[JURIST] The Oklahoma Court of Criminal Appeals [official website] on Friday unanimously granted a request [petition, PDF] from Attorney General Scott Pruitt [official website] to halt all of the state’s scheduled executions to allow for an investigation [press release] into why the prison received incorrect lethal injection drugs. Addressing the issue, Pruitt said:
The state owes it to the people of Oklahoma to ensure that, on their behalf, it can properly and lawfully administer the sentence of death imposed by juries for the most heinous crimes. Not until shortly before the scheduled execution did the Department of Corrections notify my office that it did not obtain the necessary drugs to carry out the execution in accordance with the protocol.
The court issued indefinite stays of execution for Richard Glossip, Benjamin Cole and John Grant, all previously scheduled to die in October.

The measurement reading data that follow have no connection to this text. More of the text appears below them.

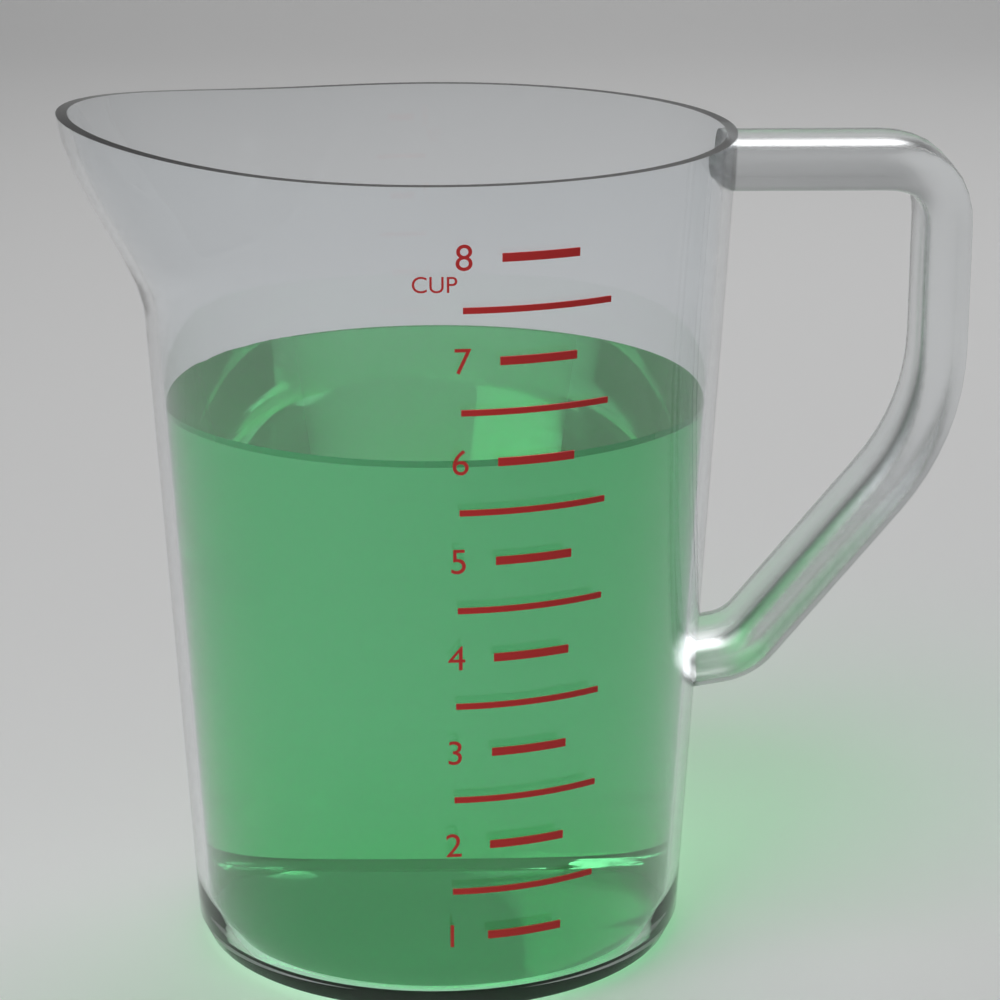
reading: 6.0 cup
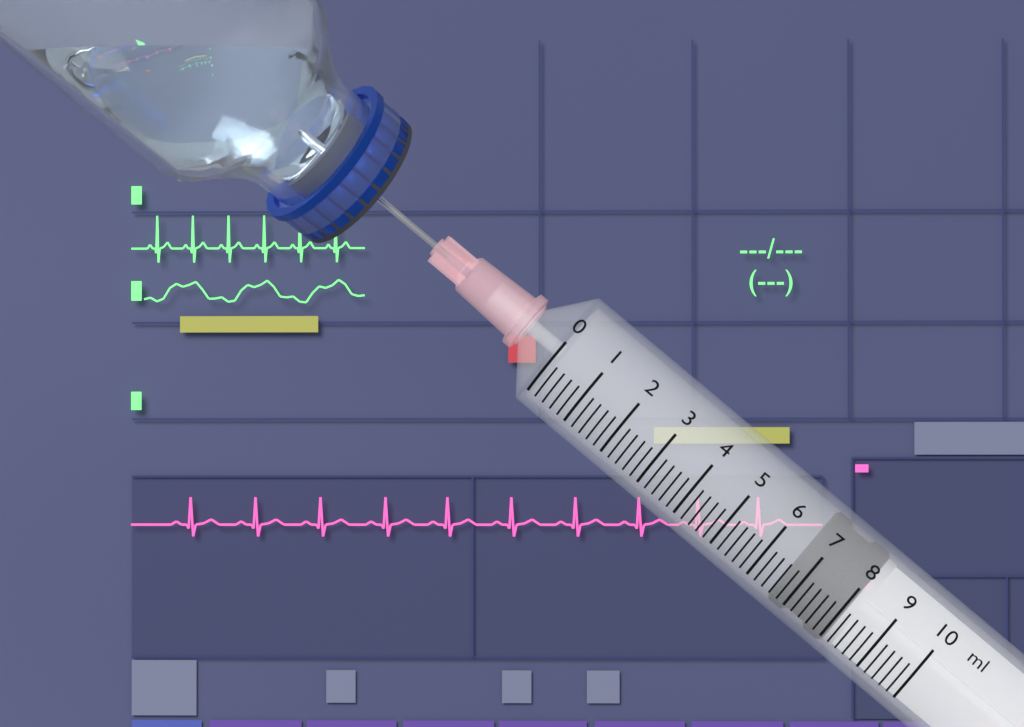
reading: 6.6 ml
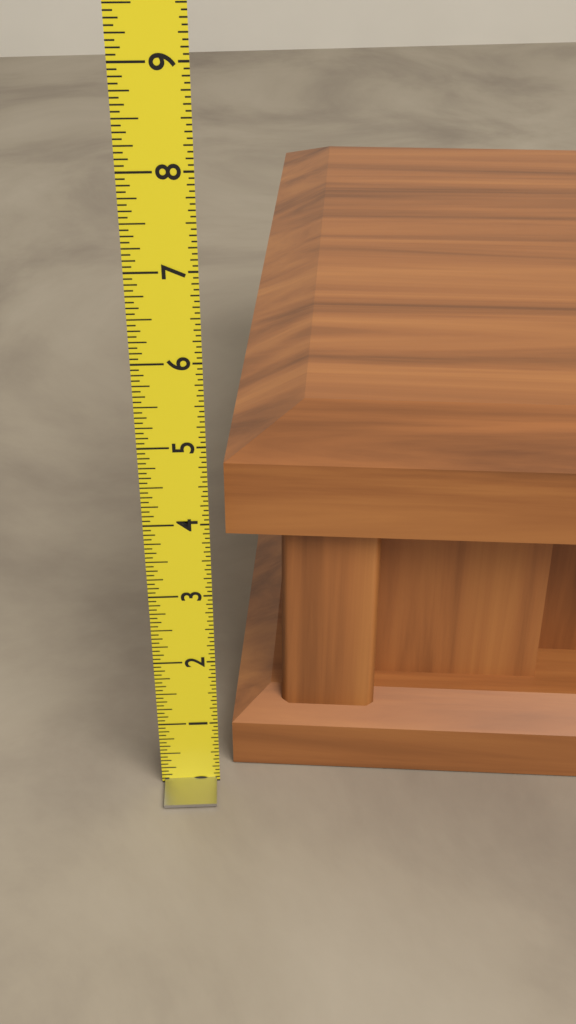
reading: 5.0000 (no unit)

Use of the death penalty [JURIST news archive] has been a controversial issue throughout the US and internationally. Oklahoma became the epicenter [JURIST report] of the lethal injection drug debate last year after the death of Clayton Lockett, a death row inmate who died of an apparent heart attack minutes after doctors called off a failed attempt to execute him.. The Oklahoma Court of Criminal Appeals [official website] granted a stay of execution [JURIST report] earlier in September for Glossip, hours before he was scheduled for lethal injection. Glossip has always maintained his innocence and requested the emergency stay as well as a motion for an evidentiary hearing due to alleged new evidence. In May Nebraska lawmakers overrode [JURIST report] Governor Pete Ricketts’ veto on repealing the death penalty. In April the Tennessee Supreme Court postponed the execution [JURIST report] of four inmates on death row while it determines whether current protocols are constitutional, effectively halting all executions in the state.